Monday, April 21, 2008

Market and Manatee

The last week has been very busy. But there has been some pleasure along the way. Something that remains a twice weekly pleasure is our trip to the local market on Tuesday and Friday mornings. You need to get there early: certainly before 8am, but earlier is better - firstly because then it's a cool (!) 27 / 29 degrees, and secondly before all the best fruit and veg is bought by someone else.

Our shopping basket includes: onions and garlic, tomatoes and cucumber, papaya, pineapple, bananas and plantains, oranges, and if we get there early enough, coriander, aubergines, courgettes, and sometimes carrots. Also on sale are sweet potatoes and yams - but the ones we've had so far have been disappointing; bonnet peppers (still not got through our first bag bought in week one: they are HOT!) cassava, custard apples, cashew fruit (not nice, those), fish (mainly snapper: the big ones are best) eggs and honey (produced by the Mennonite community). We've also bought watermelon and cantaloupes, but they are relatively expensive.

We are still waiting for our freight: when the blender arrives we will make lots of fruit juice. It's expensive to buy prepared juice - about $4 / £1 a litre. But you can buy 8 oranges or a papaya for $1 / 25p. Fresh orange and papaya juice is lovely.

One wonderful surprise was seeing a manatee. The West Indian manatee ( a sort of vegetarian seal / walrus - referred to locally as a sea cow) is an endangered species. Belize has one of the largest populations, but it is seriously effected by the draining of coastal sites, where it lives, to build new hotels etc.

We had hoped to see them at some point, but expected we would have to make a special trip. Instead, one came to us: it was feeding quietly just next to our table, as we had lunch at a restaurant on the coast. The pictures aren't the best quality - I only had the camera phone with me - but they show you something of what the animals are like.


§ **Problem to work on**:
Every record here should be printed again exactly.

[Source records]
--- --- ---
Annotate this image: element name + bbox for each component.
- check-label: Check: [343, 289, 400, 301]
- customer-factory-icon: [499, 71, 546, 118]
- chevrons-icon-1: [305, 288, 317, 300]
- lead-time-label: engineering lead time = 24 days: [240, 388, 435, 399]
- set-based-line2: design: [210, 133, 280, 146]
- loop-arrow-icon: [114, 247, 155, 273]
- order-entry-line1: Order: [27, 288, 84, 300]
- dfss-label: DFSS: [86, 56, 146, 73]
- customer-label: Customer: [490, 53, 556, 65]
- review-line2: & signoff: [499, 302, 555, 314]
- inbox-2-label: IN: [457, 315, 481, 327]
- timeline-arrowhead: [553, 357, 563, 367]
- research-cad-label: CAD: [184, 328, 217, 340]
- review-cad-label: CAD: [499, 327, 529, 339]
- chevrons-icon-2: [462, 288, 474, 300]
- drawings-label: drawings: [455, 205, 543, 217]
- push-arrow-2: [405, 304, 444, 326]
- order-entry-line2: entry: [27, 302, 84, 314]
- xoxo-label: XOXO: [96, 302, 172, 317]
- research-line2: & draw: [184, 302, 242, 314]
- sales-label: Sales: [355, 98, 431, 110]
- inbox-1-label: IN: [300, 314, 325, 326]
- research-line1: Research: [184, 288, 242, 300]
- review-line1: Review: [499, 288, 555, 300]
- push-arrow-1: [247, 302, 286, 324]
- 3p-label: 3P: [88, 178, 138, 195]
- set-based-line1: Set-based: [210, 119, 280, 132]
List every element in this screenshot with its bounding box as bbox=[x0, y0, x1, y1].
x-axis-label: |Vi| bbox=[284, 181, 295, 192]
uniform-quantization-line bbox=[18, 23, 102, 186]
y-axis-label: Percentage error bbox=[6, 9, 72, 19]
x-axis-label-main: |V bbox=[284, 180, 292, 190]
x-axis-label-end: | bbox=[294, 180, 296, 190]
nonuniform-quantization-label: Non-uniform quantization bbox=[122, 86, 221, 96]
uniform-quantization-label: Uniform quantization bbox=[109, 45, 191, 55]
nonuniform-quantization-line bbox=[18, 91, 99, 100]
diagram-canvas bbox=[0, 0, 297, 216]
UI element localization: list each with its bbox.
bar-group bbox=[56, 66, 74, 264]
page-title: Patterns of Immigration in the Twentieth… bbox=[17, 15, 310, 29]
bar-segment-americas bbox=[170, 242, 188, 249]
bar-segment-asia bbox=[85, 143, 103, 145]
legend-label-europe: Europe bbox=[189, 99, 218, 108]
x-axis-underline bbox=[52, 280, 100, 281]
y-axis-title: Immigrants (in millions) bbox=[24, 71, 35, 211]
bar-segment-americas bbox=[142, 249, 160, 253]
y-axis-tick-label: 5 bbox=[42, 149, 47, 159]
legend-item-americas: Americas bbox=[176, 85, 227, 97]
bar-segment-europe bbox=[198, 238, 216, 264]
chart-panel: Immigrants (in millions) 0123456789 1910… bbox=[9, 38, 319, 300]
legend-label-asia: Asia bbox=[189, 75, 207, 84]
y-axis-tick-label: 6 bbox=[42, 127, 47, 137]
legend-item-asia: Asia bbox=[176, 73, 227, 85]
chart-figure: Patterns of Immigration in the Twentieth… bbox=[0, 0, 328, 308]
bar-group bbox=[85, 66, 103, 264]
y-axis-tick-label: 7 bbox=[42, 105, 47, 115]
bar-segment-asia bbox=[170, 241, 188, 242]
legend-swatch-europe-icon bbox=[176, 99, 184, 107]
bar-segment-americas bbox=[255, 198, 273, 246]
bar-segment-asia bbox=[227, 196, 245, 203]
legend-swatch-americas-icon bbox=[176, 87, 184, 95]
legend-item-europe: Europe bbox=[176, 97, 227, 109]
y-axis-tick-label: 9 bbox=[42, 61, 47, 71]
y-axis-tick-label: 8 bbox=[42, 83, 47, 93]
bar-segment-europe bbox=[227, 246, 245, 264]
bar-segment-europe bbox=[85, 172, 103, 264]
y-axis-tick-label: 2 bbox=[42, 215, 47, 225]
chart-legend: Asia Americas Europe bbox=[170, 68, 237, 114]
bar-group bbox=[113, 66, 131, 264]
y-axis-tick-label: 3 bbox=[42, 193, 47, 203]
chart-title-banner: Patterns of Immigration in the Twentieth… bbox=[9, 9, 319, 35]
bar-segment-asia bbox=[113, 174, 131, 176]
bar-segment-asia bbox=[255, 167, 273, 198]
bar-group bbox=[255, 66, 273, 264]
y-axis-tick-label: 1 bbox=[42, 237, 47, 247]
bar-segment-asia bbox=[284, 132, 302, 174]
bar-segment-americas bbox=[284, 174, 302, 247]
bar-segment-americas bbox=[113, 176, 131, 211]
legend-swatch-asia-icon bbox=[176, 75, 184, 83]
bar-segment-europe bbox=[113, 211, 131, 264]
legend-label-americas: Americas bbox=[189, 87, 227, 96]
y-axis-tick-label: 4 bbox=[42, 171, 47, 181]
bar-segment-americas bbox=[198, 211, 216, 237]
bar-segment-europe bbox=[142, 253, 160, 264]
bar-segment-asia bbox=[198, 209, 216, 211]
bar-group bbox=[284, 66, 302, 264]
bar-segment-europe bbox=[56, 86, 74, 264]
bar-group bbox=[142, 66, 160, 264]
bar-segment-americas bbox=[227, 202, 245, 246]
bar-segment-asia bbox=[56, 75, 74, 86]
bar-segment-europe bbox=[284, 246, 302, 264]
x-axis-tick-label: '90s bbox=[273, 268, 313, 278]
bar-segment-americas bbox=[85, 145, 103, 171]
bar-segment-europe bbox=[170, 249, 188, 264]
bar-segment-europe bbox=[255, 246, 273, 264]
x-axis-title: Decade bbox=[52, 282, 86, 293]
--- --- ---
§ **Response**:
Annotate this image: element name + bbox for each component.
- check-label: Check: [343, 289, 400, 301]
- customer-factory-icon: [499, 71, 546, 118]
- chevrons-icon-1: [305, 288, 317, 300]
- lead-time-label: engineering lead time = 24 days: [240, 388, 435, 399]
- set-based-line2: design: [210, 133, 280, 146]
- loop-arrow-icon: [114, 247, 155, 273]
- order-entry-line1: Order: [27, 288, 84, 300]
- dfss-label: DFSS: [86, 56, 146, 73]
- customer-label: Customer: [490, 53, 556, 65]
- review-line2: & signoff: [499, 302, 555, 314]
- inbox-2-label: IN: [457, 315, 481, 327]
- timeline-arrowhead: [553, 357, 563, 367]
- research-cad-label: CAD: [184, 328, 217, 340]
- review-cad-label: CAD: [499, 327, 529, 339]
- chevrons-icon-2: [462, 288, 474, 300]
- drawings-label: drawings: [455, 205, 543, 217]
- push-arrow-2: [405, 304, 444, 326]
- order-entry-line2: entry: [27, 302, 84, 314]
- xoxo-label: XOXO: [96, 302, 172, 317]
- research-line2: & draw: [184, 302, 242, 314]
- sales-label: Sales: [355, 98, 431, 110]
- inbox-1-label: IN: [300, 314, 325, 326]
- research-line1: Research: [184, 288, 242, 300]
- review-line1: Review: [499, 288, 555, 300]
- push-arrow-1: [247, 302, 286, 324]
- 3p-label: 3P: [88, 178, 138, 195]
- set-based-line1: Set-based: [210, 119, 280, 132]
List every element in this screenshot with its bounding box as bbox=[x0, y0, x1, y1].
x-axis-label: |Vi| bbox=[284, 181, 295, 192]
uniform-quantization-line bbox=[18, 23, 102, 186]
y-axis-label: Percentage error bbox=[6, 9, 72, 19]
x-axis-label-main: |V bbox=[284, 180, 292, 190]
x-axis-label-end: | bbox=[294, 180, 296, 190]
nonuniform-quantization-label: Non-uniform quantization bbox=[122, 86, 221, 96]
uniform-quantization-label: Uniform quantization bbox=[109, 45, 191, 55]
nonuniform-quantization-line bbox=[18, 91, 99, 100]
diagram-canvas bbox=[0, 0, 297, 216]
UI element localization: list each with its bbox.
bar-group bbox=[56, 66, 74, 264]
page-title: Patterns of Immigration in the Twentieth… bbox=[17, 15, 310, 29]
bar-segment-americas bbox=[170, 242, 188, 249]
bar-segment-asia bbox=[85, 143, 103, 145]
legend-label-europe: Europe bbox=[189, 99, 218, 108]
x-axis-underline bbox=[52, 280, 100, 281]
y-axis-title: Immigrants (in millions) bbox=[24, 71, 35, 211]
bar-segment-americas bbox=[142, 249, 160, 253]
y-axis-tick-label: 5 bbox=[42, 149, 47, 159]
legend-item-americas: Americas bbox=[176, 85, 227, 97]
bar-segment-europe bbox=[198, 238, 216, 264]
chart-panel: Immigrants (in millions) 0123456789 1910… bbox=[9, 38, 319, 300]
legend-label-asia: Asia bbox=[189, 75, 207, 84]
y-axis-tick-label: 6 bbox=[42, 127, 47, 137]
legend-item-asia: Asia bbox=[176, 73, 227, 85]
chart-figure: Patterns of Immigration in the Twentieth… bbox=[0, 0, 328, 308]
bar-group bbox=[85, 66, 103, 264]
y-axis-tick-label: 7 bbox=[42, 105, 47, 115]
bar-segment-asia bbox=[170, 241, 188, 242]
legend-swatch-europe-icon bbox=[176, 99, 184, 107]
bar-segment-americas bbox=[255, 198, 273, 246]
bar-segment-asia bbox=[227, 196, 245, 203]
legend-swatch-americas-icon bbox=[176, 87, 184, 95]
legend-item-europe: Europe bbox=[176, 97, 227, 109]
y-axis-tick-label: 9 bbox=[42, 61, 47, 71]
y-axis-tick-label: 8 bbox=[42, 83, 47, 93]
bar-segment-europe bbox=[227, 246, 245, 264]
bar-segment-europe bbox=[85, 172, 103, 264]
y-axis-tick-label: 2 bbox=[42, 215, 47, 225]
chart-legend: Asia Americas Europe bbox=[170, 68, 237, 114]
bar-group bbox=[113, 66, 131, 264]
y-axis-tick-label: 3 bbox=[42, 193, 47, 203]
chart-title-banner: Patterns of Immigration in the Twentieth… bbox=[9, 9, 319, 35]
bar-segment-asia bbox=[113, 174, 131, 176]
bar-segment-asia bbox=[255, 167, 273, 198]
bar-group bbox=[255, 66, 273, 264]
y-axis-tick-label: 1 bbox=[42, 237, 47, 247]
bar-segment-asia bbox=[284, 132, 302, 174]
bar-segment-americas bbox=[284, 174, 302, 247]
bar-segment-americas bbox=[113, 176, 131, 211]
legend-swatch-asia-icon bbox=[176, 75, 184, 83]
bar-segment-europe bbox=[113, 211, 131, 264]
legend-label-americas: Americas bbox=[189, 87, 227, 96]
y-axis-tick-label: 4 bbox=[42, 171, 47, 181]
bar-segment-americas bbox=[198, 211, 216, 237]
bar-segment-europe bbox=[142, 253, 160, 264]
bar-segment-asia bbox=[198, 209, 216, 211]
bar-group bbox=[284, 66, 302, 264]
bar-segment-europe bbox=[56, 86, 74, 264]
bar-group bbox=[142, 66, 160, 264]
bar-segment-americas bbox=[227, 202, 245, 246]
bar-segment-asia bbox=[56, 75, 74, 86]
bar-segment-europe bbox=[284, 246, 302, 264]
x-axis-tick-label: '90s bbox=[273, 268, 313, 278]
bar-segment-americas bbox=[85, 145, 103, 171]
bar-segment-europe bbox=[170, 249, 188, 264]
bar-segment-europe bbox=[255, 246, 273, 264]
x-axis-title: Decade bbox=[52, 282, 86, 293]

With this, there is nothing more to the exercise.